Day care facilities in Illinois are subject to restrictive regulations that make day care in the Prairie State the 9th-most expensive in the nation, according to a 2015 study by Child Care Aware of America. Facilities must maintain a child-staff ratio ranging from 1-to-20 for children 5 years and older to just 1-to-4 for infants. And even if a facility has more staff than needed, maximum group size can be limited to as few as 12 children. These age-specific restrictions are based on the youngest child in the group: Even if there are 19 kindergartners and one infant, the 1-to-4 ratio applies.

Day care providers are also subject to strict licensing, even if they work out of their own homes. Anyone wanting to run a day care facility must undergo fingerprinting, a criminal background check, a physical exam and testing for tuberculosis. The director must have completed at least two years of college or have equivalent credentials – yet the guidelines do not even require the director to have studied in a relevant field such as child development.

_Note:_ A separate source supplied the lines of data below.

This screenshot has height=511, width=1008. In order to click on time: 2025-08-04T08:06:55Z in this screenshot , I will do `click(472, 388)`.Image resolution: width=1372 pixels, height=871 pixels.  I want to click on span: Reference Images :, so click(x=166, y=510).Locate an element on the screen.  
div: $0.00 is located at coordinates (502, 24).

Assuming a person can meet all these criteria, it can also take six months or longer to get a license after passing a home inspection. For larger day care facilities in the city of Chicago, the restrictions are more onerous still and include rules such as the prohibition on operating a facility close to a motor vehicle repair shop. Though these measures are defended on safety grounds, there is no evidence that any of these rules improve safety. In fact, studies suggest that neither child-staff ratios nor maximum group size enhance safety.

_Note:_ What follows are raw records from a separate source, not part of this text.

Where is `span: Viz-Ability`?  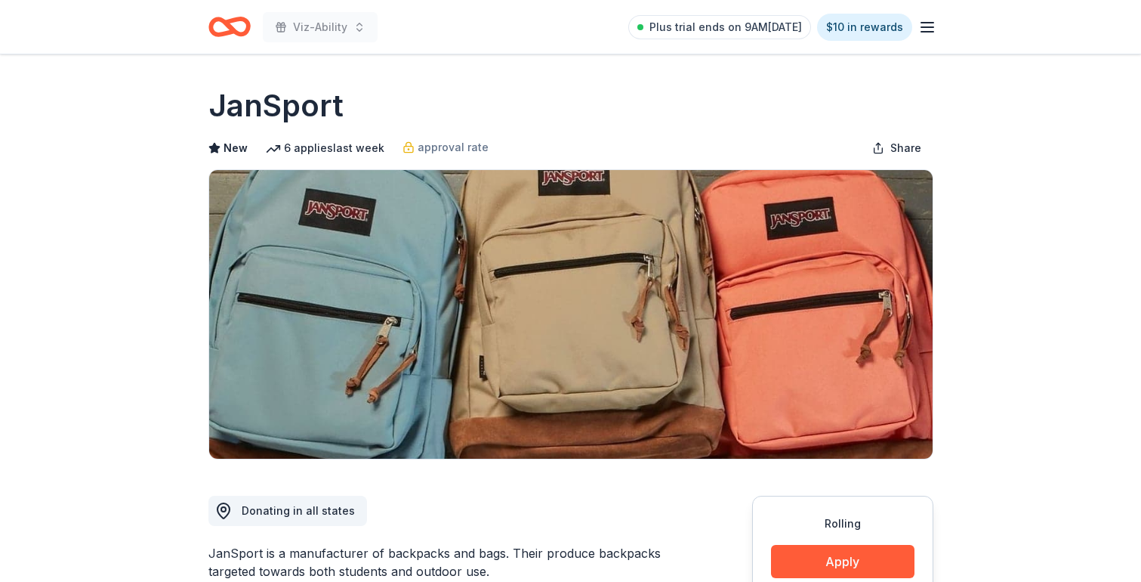
span: Viz-Ability is located at coordinates (320, 27).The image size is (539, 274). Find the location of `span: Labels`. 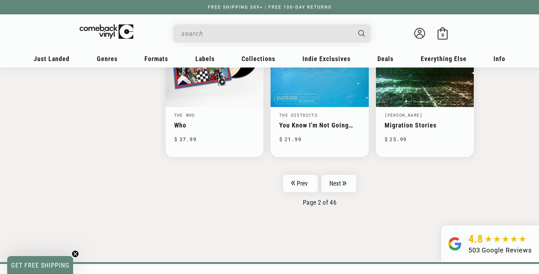

span: Labels is located at coordinates (205, 58).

But the rules do harm working parents, especially those from low-income families. That’s because the cost of complying with regulations makes day care in Illinois much more expensive. According to the data from the 2015 Child Care Aware of America study, Illinois’ child care costs amount to $13,286 a year for infant care in current dollars. In this instance, increasing child-staff ratios by just one infant would save an Illinois family $1,196 to $2,657 a year.

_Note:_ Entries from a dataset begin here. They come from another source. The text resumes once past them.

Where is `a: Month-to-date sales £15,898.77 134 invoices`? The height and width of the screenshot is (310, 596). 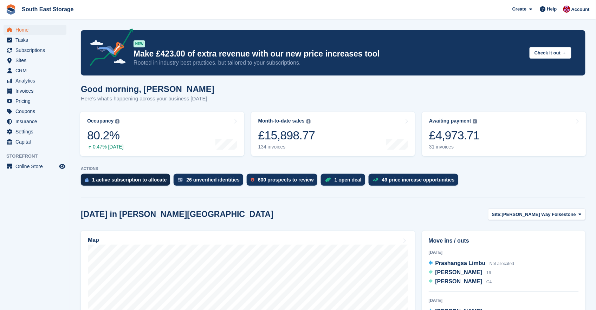
a: Month-to-date sales £15,898.77 134 invoices is located at coordinates (333, 134).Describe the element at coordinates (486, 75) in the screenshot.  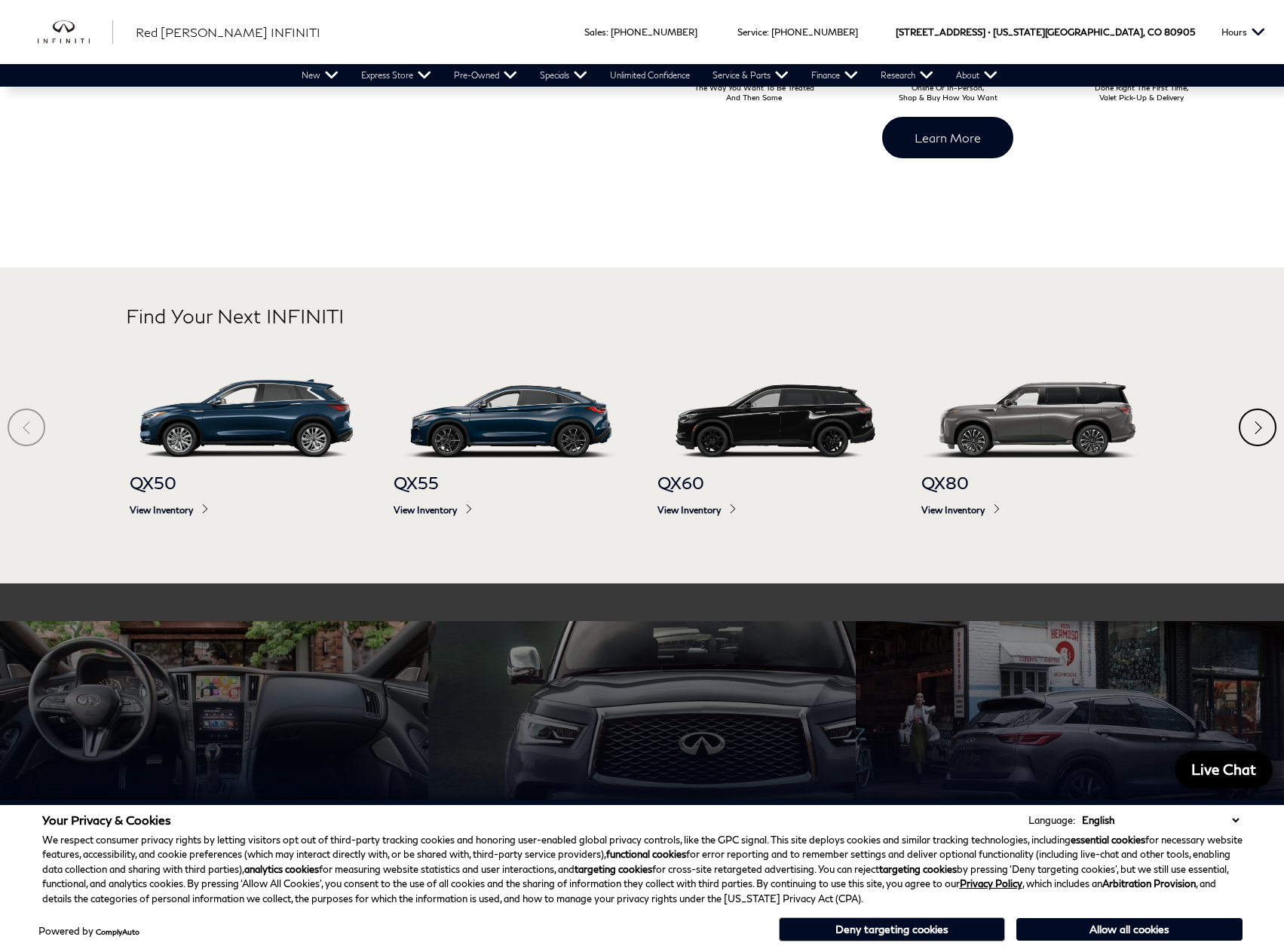
I see `a: Pre-Owned` at that location.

A 2010 study found that families with $1,500 or less in monthly income spend 30 percent of their income on child care. Some parents may find that working is not financially viable, or at least not worth the difficulties involved. And under these circumstances, it may appear to many families that relying on public assistance makes more economic sense than seeking employment.

Other families may look to alternatives to regulated day care. Children of employed mothers who live below the poverty line are twice as likely to be cared for by a relative (other than a father or grandparent) as those who live above the poverty line.

Ultimately these regulations may have a negative effect on child care quality. Research indicates that rather than pass the full cost of regulation on to families, day care facilities respond by cutting caregiver pay. As a result, child care providers work in one of the lowest-paid occupations in the country, which leads to high staff turnover and lower commitment levels – both of which can reduce the quality of child care.

Well-intended regulations do not make children safer unless those regulations are rooted in evidence. Illinois’ excessive rules serve mainly to increase child care costs, which can reduce the quality of child care overall and diminish parents’ financial ability to serve their children’s best interests, whether by finding day care facilities that pay higher wages, working fewer hours to spend more time with their children, or moving to a neighborhood with less crime or pollution. Lawmakers in Springfield need to pay attention to how burdensome rules can harm children’s interests in the real world, and pass commonsense, evidence-based reforms beginning with eliminating ineffective rules such as maximum group sizes and minimum child-staff ratios.